The first morning after returning, back in my apartment in NY.
Back in New York, it occurred to me that the emotional meltdown was just around the corner, having been delayed until some future point in time, and after I had returned from Korea. But once back, I returned to my life with relatively little fuss. I kept waiting for the warning signs of a breakdown (e.g., irritability, impatience, the onset of despair…), but they never materialized. On the contrary, I felt pretty good. In fact, I felt really good. I felt as if I had been set free to get on with the rest of my life.
However, just because I never had that emotional meltdown in Korea doesn’t mean that there was never emotional turmoil about the decision to search; or searching and hoping to find; or searching and not finding. I cannot emphasize enough that for my entire life, there was huge emotional turmoil around this. Turmoil that manifested itself in almost everything I did. And after I had made the decision to actively search, the turmoil intensified. If I was caught off guard, even a simple conversation could cause me to break down.

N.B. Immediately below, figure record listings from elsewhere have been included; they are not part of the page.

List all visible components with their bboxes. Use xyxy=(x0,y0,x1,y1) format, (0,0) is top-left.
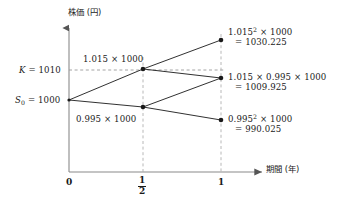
node-label-mid-end-line1: 1.015 × 0.995 × 1000 xyxy=(228,72,326,82)
branch-up-up xyxy=(143,40,221,69)
strike-value: 1010 xyxy=(39,65,61,75)
y-axis-title: 株価 (円) xyxy=(68,8,101,18)
strike-equals: = xyxy=(28,65,38,75)
spot-value: 1000 xyxy=(38,95,60,105)
node-label-down-mid: 0.995 × 1000 xyxy=(76,114,136,124)
x-tick-zero: 0 xyxy=(66,177,72,188)
strike-price-label: K = 1010 xyxy=(19,65,61,75)
branch-down-up xyxy=(143,78,221,107)
branch-root-up xyxy=(69,69,143,100)
up-up-rest: × 1000 xyxy=(257,27,292,37)
node-down-down xyxy=(219,118,224,123)
spot-equals: = xyxy=(28,95,38,105)
spot-price-label: S0 = 1000 xyxy=(15,95,60,106)
node-label-down-down-line1: 0.9952 × 1000 xyxy=(228,114,292,124)
up-up-base: 1.015 xyxy=(228,27,253,37)
node-label-mid-end-line2: = 1009.925 xyxy=(228,82,326,92)
node-label-down-down: 0.9952 × 1000 = 990.025 xyxy=(228,113,292,134)
node-root xyxy=(67,98,70,101)
node-label-mid-end: 1.015 × 0.995 × 1000 = 1009.925 xyxy=(228,72,326,92)
fraction-numerator: 1 xyxy=(138,176,146,185)
fraction-denominator: 2 xyxy=(138,187,146,196)
fraction-one-half: 1 2 xyxy=(138,176,146,196)
node-down-mid xyxy=(141,105,146,110)
node-up-up xyxy=(219,38,224,43)
node-up-mid xyxy=(141,67,146,72)
spot-subscript: 0 xyxy=(21,99,25,106)
node-label-up-mid: 1.015 × 1000 xyxy=(83,54,143,64)
x-tick-one: 1 xyxy=(218,177,224,188)
node-label-up-up-line2: = 1030.225 xyxy=(228,37,292,47)
x-tick-half: 1 2 xyxy=(138,176,146,196)
binomial-tree-figure: 株価 (円) 期間 (年) K = 1010 S0 = 1000 1.015 ×… xyxy=(0,0,337,217)
branch-down-down xyxy=(143,107,221,120)
node-label-up-up-line1: 1.0152 × 1000 xyxy=(228,27,292,37)
node-label-down-down-line2: = 990.025 xyxy=(228,124,292,134)
x-axis-title: 期間 (年) xyxy=(266,165,299,175)
node-label-up-up: 1.0152 × 1000 = 1030.225 xyxy=(228,26,292,47)
down-down-base: 0.995 xyxy=(228,114,253,124)
strike-symbol: K xyxy=(19,65,26,75)
branch-root-down xyxy=(69,100,143,107)
node-mid-end xyxy=(219,76,224,81)
down-down-rest: × 1000 xyxy=(257,114,292,124)
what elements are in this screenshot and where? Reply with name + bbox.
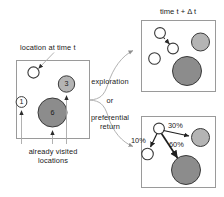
return-probability-30-label: 30% (168, 122, 183, 129)
exploration-dark-gray-circle (173, 57, 202, 86)
branch-label-exploration: exploration (91, 78, 128, 87)
current-location-callout: location at time t (20, 44, 76, 53)
branch-label-or: or (107, 97, 114, 106)
return-dark-gray-circle (172, 156, 201, 185)
return-probability-60-label: 60% (169, 141, 184, 148)
visited-circle-3-label: 3 (65, 80, 69, 87)
exploration-new-location-circle (168, 43, 179, 54)
visited-circle-1-label: 1 (20, 98, 24, 105)
branch-label-preferential-return-line2: return (100, 123, 120, 132)
return-probability-10-label: 10% (131, 137, 146, 144)
exploration-white-circle (149, 53, 161, 65)
return-white-circle (142, 148, 154, 160)
current-location-circle (28, 67, 39, 78)
return-current-location-circle (154, 123, 165, 134)
exploration-panel-title: time t + Δ t (160, 8, 196, 16)
branch-connector-to-exploration (90, 51, 133, 101)
return-light-gray-circle (192, 129, 210, 147)
exploration-previous-location-circle (155, 28, 166, 39)
exploration-light-gray-circle (192, 33, 210, 51)
figure-canvas: location at time t already visited locat… (0, 0, 224, 197)
visited-locations-callout-line2: locations (38, 157, 68, 166)
visited-circle-6-label: 6 (51, 109, 55, 116)
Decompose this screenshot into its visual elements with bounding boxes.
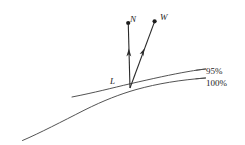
vector-w-endpoint-dot	[153, 19, 157, 23]
contour-label-95: 95%	[206, 67, 223, 76]
vector-line-w	[130, 23, 154, 88]
vector-label-w: W	[160, 13, 168, 22]
vector-label-n: N	[130, 15, 136, 24]
contour-label-100: 100%	[206, 79, 227, 88]
leader-line-100	[196, 78, 206, 79]
vector-line-n	[128, 25, 130, 89]
vector-contour-figure: N W L 95% 100%	[0, 0, 245, 145]
contour-curve-95	[72, 69, 206, 97]
origin-label-l: L	[110, 77, 115, 86]
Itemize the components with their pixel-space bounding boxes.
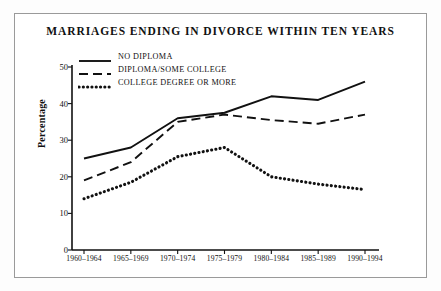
plot-area bbox=[72, 67, 377, 250]
y-axis-tick-labels: 01020304050 bbox=[44, 67, 68, 250]
legend-item[interactable]: COLLEGE DEGREE OR MORE bbox=[78, 76, 308, 89]
chart-legend: NO DIPLOMADIPLOMA/SOME COLLEGECOLLEGE DE… bbox=[78, 50, 308, 89]
legend-line-swatch bbox=[78, 52, 112, 62]
y-axis-tick-label: 30 bbox=[46, 135, 68, 145]
series-canvas bbox=[72, 67, 377, 250]
y-axis-tick-label: 10 bbox=[46, 208, 68, 218]
y-axis-tick-label: 50 bbox=[46, 62, 68, 72]
legend-item[interactable]: NO DIPLOMA bbox=[78, 50, 308, 63]
chart-figure: MARRIAGES ENDING IN DIVORCE WITHIN TEN Y… bbox=[0, 0, 441, 291]
chart-title: MARRIAGES ENDING IN DIVORCE WITHIN TEN Y… bbox=[0, 25, 441, 37]
legend-item-label: NO DIPLOMA bbox=[118, 52, 173, 61]
legend-item-label: DIPLOMA/SOME COLLEGE bbox=[118, 65, 227, 74]
y-axis-tick-label: 40 bbox=[46, 99, 68, 109]
legend-line-swatch bbox=[78, 65, 112, 75]
legend-item-label: COLLEGE DEGREE OR MORE bbox=[118, 78, 236, 87]
legend-item[interactable]: DIPLOMA/SOME COLLEGE bbox=[78, 63, 308, 76]
x-axis-tick-labels: 1960–19641965–19691970–19741975–19791980… bbox=[72, 254, 377, 270]
data-series-line bbox=[84, 148, 365, 199]
legend-line-swatch bbox=[78, 78, 112, 88]
x-axis-tick-label: 1990–1994 bbox=[333, 254, 397, 263]
y-axis-tick-label: 20 bbox=[46, 172, 68, 182]
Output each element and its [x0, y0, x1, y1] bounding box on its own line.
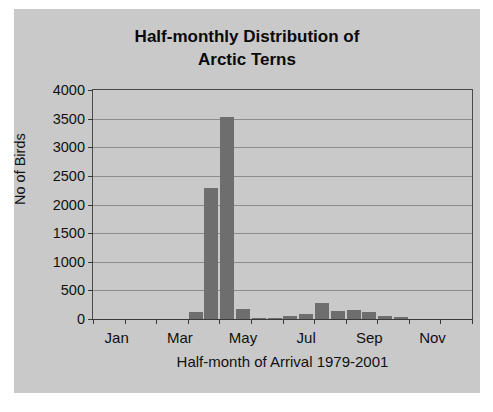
x-tick-label: Mar — [167, 329, 193, 346]
x-tick-label: Jan — [105, 329, 129, 346]
y-tick-mark — [88, 90, 93, 91]
gridline — [93, 233, 472, 234]
gridline — [93, 290, 472, 291]
y-tick-label: 3000 — [53, 139, 85, 155]
y-tick-mark — [88, 119, 93, 120]
y-tick-label: 4000 — [53, 82, 85, 98]
bar — [252, 318, 266, 320]
y-tick-mark — [88, 147, 93, 148]
bar — [204, 188, 218, 319]
x-tick-mark — [219, 319, 220, 324]
x-tick-mark — [125, 319, 126, 324]
x-tick-mark — [472, 319, 473, 324]
y-tick-label: 2000 — [53, 197, 85, 213]
y-tick-label: 1000 — [53, 254, 85, 270]
y-tick-label: 2500 — [53, 168, 85, 184]
x-tick-mark — [346, 319, 347, 324]
y-tick-mark — [88, 290, 93, 291]
bar — [268, 318, 282, 320]
x-tick-mark — [251, 319, 252, 324]
x-tick-label: Jul — [297, 329, 316, 346]
x-tick-label: Sep — [356, 329, 383, 346]
x-tick-mark — [409, 319, 410, 324]
y-tick-label: 0 — [77, 311, 85, 327]
y-tick-mark — [88, 262, 93, 263]
plot-area: 40003500300025002000150010005000 JanMarM… — [92, 89, 473, 320]
y-tick-mark — [88, 233, 93, 234]
bar — [378, 316, 392, 319]
y-tick-mark — [88, 205, 93, 206]
y-axis-label: No of Birds — [12, 133, 28, 205]
bar — [394, 317, 408, 319]
y-tick-label: 3500 — [53, 111, 85, 127]
gridline — [93, 262, 472, 263]
y-tick-label: 1500 — [53, 225, 85, 241]
x-tick-mark — [440, 319, 441, 324]
x-tick-mark — [156, 319, 157, 324]
bar — [189, 312, 203, 319]
x-tick-mark — [283, 319, 284, 324]
bar — [236, 309, 250, 319]
gridline — [93, 119, 472, 120]
x-tick-mark — [377, 319, 378, 324]
x-tick-label: May — [229, 329, 257, 346]
y-tick-mark — [88, 176, 93, 177]
bar — [347, 310, 361, 319]
gridline — [93, 176, 472, 177]
y-tick-label: 500 — [61, 282, 85, 298]
gridline — [93, 205, 472, 206]
x-tick-mark — [188, 319, 189, 324]
x-axis-label: Half-month of Arrival 1979-2001 — [92, 353, 473, 370]
bar — [315, 303, 329, 319]
x-tick-mark — [93, 319, 94, 324]
bar — [331, 311, 345, 319]
chart-title-line-2: Arctic Terns — [14, 48, 480, 71]
chart-figure: Half-monthly Distribution of Arctic Tern… — [14, 9, 480, 393]
chart-screenshot: Half-monthly Distribution of Arctic Tern… — [0, 0, 493, 412]
gridline — [93, 147, 472, 148]
bar — [283, 316, 297, 319]
bar — [299, 314, 313, 319]
x-tick-mark — [314, 319, 315, 324]
bar — [362, 312, 376, 319]
chart-title-line-1: Half-monthly Distribution of — [14, 25, 480, 48]
x-tick-label: Nov — [419, 329, 446, 346]
bar — [220, 117, 234, 319]
chart-title: Half-monthly Distribution of Arctic Tern… — [14, 25, 480, 71]
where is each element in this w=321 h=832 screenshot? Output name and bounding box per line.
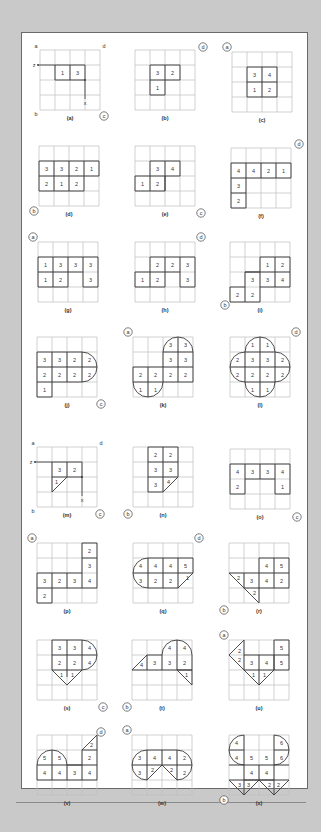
panel-caption: (a) — [67, 115, 74, 121]
cell-number: 3 — [58, 645, 61, 651]
arrow-dot — [34, 461, 36, 463]
corner-circle-label: d — [199, 234, 202, 240]
cell-number: 3 — [45, 166, 48, 172]
piece-outline — [247, 67, 277, 97]
panel-c: 3412a(c) — [223, 43, 292, 123]
corner-circle-label: c — [296, 514, 299, 520]
cell-number: 3 — [169, 467, 172, 473]
cell-number: 3 — [247, 782, 250, 788]
cell-number: 4 — [88, 770, 91, 776]
panel-caption: (i) — [257, 307, 262, 313]
cell-number: 1 — [60, 672, 63, 678]
cell-number: 1 — [251, 387, 254, 393]
cell-number: 2 — [58, 372, 61, 378]
cell-number: 3 — [184, 357, 187, 363]
panel-caption: (p) — [63, 608, 70, 614]
corner-circle-label: d — [201, 44, 204, 50]
cell-number: 3 — [238, 782, 241, 788]
panel-caption: (g) — [64, 307, 71, 313]
panel-caption: (u) — [255, 705, 262, 711]
cell-number: 1 — [154, 387, 157, 393]
cell-number: 2 — [253, 590, 256, 596]
cell-number: 1 — [61, 70, 64, 76]
panel-caption: (v) — [64, 800, 71, 806]
cell-number: 1 — [60, 181, 63, 187]
cell-number: 2 — [43, 372, 46, 378]
cell-number: 3 — [89, 277, 92, 283]
cell-number: 4 — [235, 740, 238, 746]
cell-number: 3 — [58, 467, 61, 473]
cell-number: 1 — [266, 342, 269, 348]
cell-number: 2 — [184, 372, 187, 378]
cell-number: 2 — [268, 87, 271, 93]
panel-caption: (h) — [161, 307, 168, 313]
cell-number: 3 — [138, 770, 141, 776]
cell-number: 5 — [58, 755, 61, 761]
cell-number: 1 — [251, 342, 254, 348]
cell-number: 6 — [280, 755, 283, 761]
cell-number: 2 — [88, 755, 91, 761]
panel-k: 3333222211a(k) — [124, 328, 193, 408]
cell-number: 2 — [281, 262, 284, 268]
cell-number: 2 — [156, 181, 159, 187]
cell-number: 3 — [156, 166, 159, 172]
panel-caption: (x) — [256, 800, 263, 806]
cell-number: 4 — [153, 755, 156, 761]
cell-number: 2 — [58, 578, 61, 584]
corner-circle-label: b — [126, 511, 129, 517]
cell-number: 3 — [169, 357, 172, 363]
cell-number: 2 — [170, 767, 173, 773]
corner-circle-label: c — [99, 511, 102, 517]
cell-number: 3 — [184, 342, 187, 348]
corner-circle-label: d — [99, 729, 102, 735]
arrow-dot — [84, 79, 86, 81]
corner-label: z — [30, 459, 33, 465]
cell-number: 2 — [169, 372, 172, 378]
cell-number: 2 — [88, 357, 91, 363]
cell-number: 5 — [280, 563, 283, 569]
cell-number: 3 — [250, 660, 253, 666]
cell-number: 2 — [73, 660, 76, 666]
panel-l: 112332222211d(l) — [230, 328, 300, 408]
cell-number: 3 — [154, 482, 157, 488]
cell-number: 1 — [252, 672, 255, 678]
cell-number: 2 — [251, 372, 254, 378]
arrow-dot — [37, 64, 39, 66]
cell-number: 1 — [266, 387, 269, 393]
cell-number: 2 — [281, 372, 284, 378]
cell-number: 2 — [156, 262, 159, 268]
corner-circle-label: b — [125, 704, 128, 710]
corner-circle-label: b — [222, 607, 225, 613]
panel-v: 25524434d(v) — [37, 728, 105, 806]
cell-number: 3 — [76, 70, 79, 76]
panel-d: 3321212b(d) — [30, 146, 99, 217]
piece-outline — [148, 447, 178, 492]
corner-label: a — [31, 440, 35, 446]
cell-number: 3 — [250, 578, 253, 584]
cell-number: 2 — [281, 357, 284, 363]
panel-caption: (e) — [162, 211, 169, 217]
cell-number: 4 — [281, 277, 284, 283]
cell-number: 3 — [43, 357, 46, 363]
cell-number: 4 — [237, 168, 240, 174]
cell-number: 4 — [168, 645, 171, 651]
cell-number: 2 — [169, 578, 172, 584]
cell-number: 3 — [186, 277, 189, 283]
cell-number: 4 — [236, 469, 239, 475]
panel-caption: (s) — [64, 705, 71, 711]
cell-number: 2 — [171, 70, 174, 76]
panel-h: 223123d(h) — [135, 233, 205, 313]
cell-number: 5 — [43, 755, 46, 761]
cell-number: 4 — [265, 563, 268, 569]
cell-number: 4 — [183, 645, 186, 651]
cell-number: 2 — [73, 467, 76, 473]
cell-number: 4 — [167, 479, 170, 485]
cell-number: 3 — [43, 578, 46, 584]
cell-number: 1 — [44, 277, 47, 283]
panel-p: 2332342a(p) — [28, 534, 97, 614]
cell-number: 5 — [250, 755, 253, 761]
cell-number: 2 — [280, 578, 283, 584]
cell-number: 4 — [250, 770, 253, 776]
panel-n: 223334b(n) — [124, 447, 193, 518]
corner-label: d — [102, 43, 105, 49]
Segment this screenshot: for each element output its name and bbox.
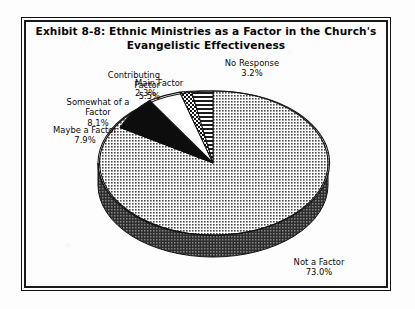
slice-label-somewhat-name-1: Somewhat of a — [67, 97, 130, 107]
slice-label-main-factor-pct: 2.3% — [135, 88, 183, 98]
slice-label-main-factor-name: Main Factor — [135, 78, 183, 88]
slice-label-not-a-factor: Not a Factor 73.0% — [294, 257, 345, 278]
slice-label-somewhat-of-a-factor: Somewhat of a Factor 8.1% — [67, 97, 130, 128]
slice-label-no-response-pct: 3.2% — [225, 68, 279, 78]
pie-chart-svg — [24, 20, 388, 288]
pie-chart — [24, 20, 388, 288]
exhibit-page: Exhibit 8-8: Ethnic Ministries as a Fact… — [0, 0, 415, 309]
slice-label-no-response: No Response 3.2% — [225, 58, 279, 79]
slice-label-not-a-factor-pct: 73.0% — [294, 267, 345, 277]
slice-label-main-factor: Main Factor 2.3% — [135, 78, 183, 99]
slice-label-maybe-a-factor-pct: 7.9% — [53, 135, 117, 145]
slice-label-maybe-a-factor: Maybe a Factor 7.9% — [53, 125, 117, 146]
slice-label-no-response-name: No Response — [225, 58, 279, 68]
slice-label-somewhat-name-2: Factor — [67, 107, 130, 117]
slice-label-maybe-a-factor-name: Maybe a Factor — [53, 125, 117, 135]
slice-label-not-a-factor-name: Not a Factor — [294, 257, 345, 267]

One day in late spring I was sitting in my office when a colleague walked in for a scheduled meeting to discuss a business project. This was just a few days after Holt USA told me that my search was impossible. She came in, shut the door, sat down, and then told me that she was adopting a baby and would be taking some time off once she actually got the baby. She had not known that I was adopted, nor had I known that she was adopting. We exchanged some surprise over this. I was very curious to hear how the agency was preparing her for life with an adopted child because I was developing a theory that the agencies are more interested in placing the babies than they are in preparing the adoptive parents to meet the uncommon challenges of raising an adopted child. She told me a few of the difficulties she had encountered, one of which was meeting the birth mother (hers was a domestic adoption). I told her I couldn’t even imagine doing that. She said that it had been, at times, very emotional. I started to tell her my story—that I was searching for my birth mother—but I only got halfway through the sentence before I started to cry. I was thinking about her meeting her baby’s birth mother, and of that birth mother saying goodbye to her baby, and then of my own birth mother, somewhere in Pohang, Korea, some 45 years ago, saying goodbye to me. And now, here I was, in my own halting quest to find her, deliberately searching for her at this point. We sat there for a moment, in silence, while I got myself together. Then we scheduled another time to discuss the business we had never gotten around to discussing.

Back at work in my office.
In reflecting on all this, I think that I escaped the emotional turmoil in Korea because I had suffered the emotional turmoil before going to Korea. For me, I believe it was the act of going to Korea that allowed me to close down that part of my life. Hence, the splintering of Sohn Soon from Erica Lee Moffett.
It doesn’t mean I never think about my birth family anymore. In fact, oddly, I think about them even more now (perhaps because I am able to think about it without the same amount of emotional pain). I still have all the same questions about who she was, why I came into existence, and what she and my father were like. But now I don’t feel that not knowing will kill me, something which I had felt for most of my life. And I no longer feel that the loss of my birth mother is overwhelming, something also, that I had felt for most of my life. This is a good thing. But at the same time, I am also sad about the closure. I still grieve, now in the most abstract sense, for her.